No. FSR renders at a lower internal resolution and reconstructs to output resolution. The goal is “looks close enough at normal viewing distance,”
not pixel-for-pixel equivalence.
2) Why does FSR sometimes look blurry?
Usually because the input resolution is too low for the scene complexity, sharpening is low, or the game’s post-processing chain is not friendly
to reconstruction (film grain, aggressive DOF, motion blur).
3) Why does FSR sometimes look too sharp or noisy?
Over-sharpening amplifies aliasing and temporal instability. Reduce sharpening first. If specular highlights crawl, you may also need better
specular anti-aliasing in content/shaders.
4) What’s the difference between FSR 1 and FSR 2 in practice?
FSR 1 is spatial: fast and simple, fewer integration needs, weaker detail reconstruction. FSR 2 is temporal: higher potential quality,
but depends on correct motion vectors, depth, jitter, and history handling.
5) Does FSR help if I’m CPU-bound?
Not much. Lowering internal resolution reduces GPU work, but if the CPU is limiting the frame, the gains can be small.
Diagnose CPU vs GPU bound before you expect miracles.
6) Why does frame generation feel laggy sometimes?
Because generating extra displayed frames doesn’t automatically reduce input latency. If the base frame rate is low or unstable,
you can get smoother motion with similar or worse input response.
7) What’s the best default FSR mode?
For most titles: start with Quality (or Balanced at higher resolutions) and conservative sharpening. “Performance” is for when you truly need it,
and you’ve tested thin geometry and foliage carefully.
8) Why do particles and transparent effects look worse with temporal upscaling?
Transparencies don’t behave like solid geometry in motion/depth terms. Without reactive masks or special handling, the upscaler reuses history
incorrectly and you see smearing or ghosting.
9) Does enabling FSR reduce VRAM usage?
It can reduce some render target sizes, but textures, geometry buffers, and ray tracing structures often dominate VRAM.

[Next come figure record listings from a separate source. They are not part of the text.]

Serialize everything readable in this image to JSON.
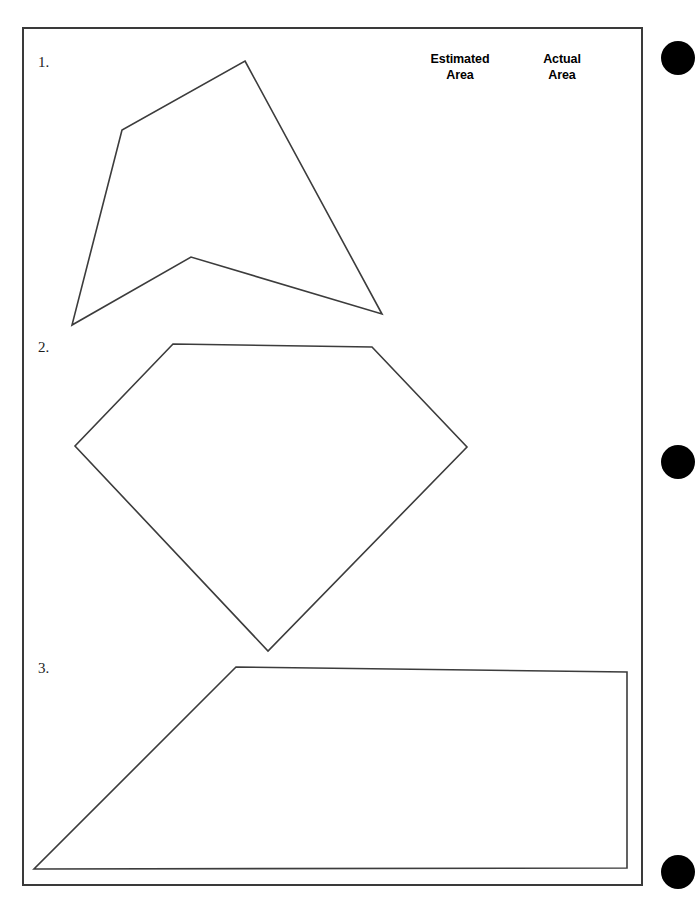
{
  "page": {
    "width": 678,
    "height": 901,
    "background_color": "#ffffff",
    "border_color": "#3a3a3a",
    "ink_color": "#3c3c3c"
  },
  "headers": {
    "estimated_area": {
      "line1": "Estimated",
      "line2": "Area"
    },
    "actual_area": {
      "line1": "Actual",
      "line2": "Area"
    }
  },
  "items": [
    {
      "number": "1.",
      "shape_name": "concave-pentagon-arrowhead",
      "points": "245,61 382,314 191,257 72,325 122,130"
    },
    {
      "number": "2.",
      "shape_name": "pentagon-diamond",
      "points": "173,344 372,347 467,447 268,651 75,446"
    },
    {
      "number": "3.",
      "shape_name": "trapezoid",
      "points": "236,667 627,672 627,868 34,869"
    }
  ],
  "binder_holes": {
    "count": 3,
    "color": "#000000"
  }
}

If you’re near the VRAM limit, reduce texture settings and shadow cache sizes before expecting upscaling to fix hitching.

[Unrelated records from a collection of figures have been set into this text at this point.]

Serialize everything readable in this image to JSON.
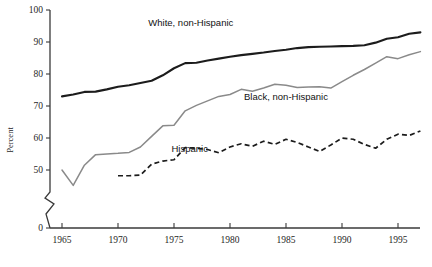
{
  "chart_data": {
    "type": "line",
    "title": "",
    "xlabel": "",
    "ylabel": "Percent",
    "xlim": [
      1964.2,
      1997.4
    ],
    "ylim": [
      47,
      100
    ],
    "grid": false,
    "legend": "inline-annotations",
    "y_axis_break": true,
    "y_axis_break_note": "axis broken between 0 and 50",
    "xticks": [
      1965,
      1970,
      1975,
      1980,
      1985,
      1990,
      1995
    ],
    "xtick_labels": [
      "1965",
      "1970",
      "1975",
      "1980",
      "1985",
      "1990",
      "1995"
    ],
    "yticks": [
      0,
      50,
      60,
      70,
      80,
      90,
      100
    ],
    "ytick_labels": [
      "0",
      "50",
      "60",
      "70",
      "80",
      "90",
      "100"
    ],
    "series": [
      {
        "name": "White, non-Hispanic",
        "style": "solid-thick-black",
        "color": "#1c1c1c",
        "label_x": 1976.5,
        "label_y": 95.0,
        "x": [
          1965,
          1966,
          1967,
          1968,
          1969,
          1970,
          1971,
          1972,
          1973,
          1974,
          1975,
          1976,
          1977,
          1978,
          1979,
          1980,
          1981,
          1982,
          1983,
          1984,
          1985,
          1986,
          1987,
          1988,
          1989,
          1990,
          1991,
          1992,
          1993,
          1994,
          1995,
          1996,
          1997
        ],
        "y": [
          73.0,
          73.6,
          74.4,
          74.5,
          75.2,
          76.0,
          76.5,
          77.2,
          77.9,
          79.6,
          81.8,
          83.4,
          83.5,
          84.2,
          84.8,
          85.4,
          85.9,
          86.3,
          86.7,
          87.2,
          87.6,
          88.1,
          88.4,
          88.5,
          88.6,
          88.7,
          88.8,
          89.0,
          89.8,
          91.0,
          91.5,
          92.6,
          93.0
        ]
      },
      {
        "name": "Black, non-Hispanic",
        "style": "solid-thin-gray",
        "color": "#8a8a8a",
        "label_x": 1985.0,
        "label_y": 72.0,
        "x": [
          1965,
          1966,
          1967,
          1968,
          1969,
          1970,
          1971,
          1972,
          1973,
          1974,
          1975,
          1976,
          1977,
          1978,
          1979,
          1980,
          1981,
          1982,
          1983,
          1984,
          1985,
          1986,
          1987,
          1988,
          1989,
          1990,
          1991,
          1992,
          1993,
          1994,
          1995,
          1996,
          1997
        ],
        "y": [
          50.0,
          45.2,
          51.5,
          54.8,
          55.0,
          55.2,
          55.5,
          57.2,
          60.5,
          63.8,
          64.0,
          68.5,
          70.2,
          71.6,
          73.0,
          73.6,
          75.2,
          74.6,
          75.6,
          76.8,
          76.5,
          75.8,
          75.9,
          76.0,
          75.6,
          77.6,
          79.6,
          81.4,
          83.4,
          85.4,
          84.8,
          86.0,
          87.0
        ]
      },
      {
        "name": "Hispanic",
        "style": "dashed-black",
        "color": "#1c1c1c",
        "label_x": 1976.4,
        "label_y": 55.6,
        "x": [
          1970,
          1971,
          1972,
          1973,
          1974,
          1975,
          1976,
          1977,
          1978,
          1979,
          1980,
          1981,
          1982,
          1983,
          1984,
          1985,
          1986,
          1987,
          1988,
          1989,
          1990,
          1991,
          1992,
          1993,
          1994,
          1995,
          1996,
          1997
        ],
        "y": [
          48.2,
          48.2,
          48.4,
          51.8,
          52.8,
          53.2,
          57.0,
          56.8,
          56.4,
          55.4,
          57.2,
          58.2,
          57.4,
          59.0,
          58.0,
          59.6,
          58.6,
          57.2,
          55.8,
          57.8,
          60.0,
          59.6,
          58.0,
          56.8,
          59.6,
          61.2,
          60.8,
          62.2
        ]
      }
    ]
  },
  "labels": {
    "ylabel": "Percent",
    "white": "White, non-Hispanic",
    "black": "Black, non-Hispanic",
    "hispanic": "Hispanic"
  },
  "caption": {
    "text": ""
  }
}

Conclusion: practical next steps
FSR didn’t just make upscaling popular. It made it operationally normal: a setting players expect, reviewers test,
and studios lean on to hit performance targets without gutting visuals.
That’s the good news. The bad news is that temporal reconstruction punishes sloppy engine inputs.
If you’re shipping or supporting FSR in the real world, do these next:
- Stop using average FPS as your north star. Track p95/p99 frame times and pacing consistency.
- Build a deterministic repro pack with scenes that intentionally stress temporal reconstruction.
- Validate motion vectors and masks before you touch sharpness defaults.
- Separate GPU-bound wins from CPU/IO problems. Upscaling won’t fix shader compilation or slow streaming.
- Ship sane defaults and clear toggles. Let users opt out cleanly when their setup is the weird one.
Upscaling is now part of the baseline contract between your renderer and your players. Treat it like any other production dependency:
measure it, test it, and don’t trust it until it’s earned it.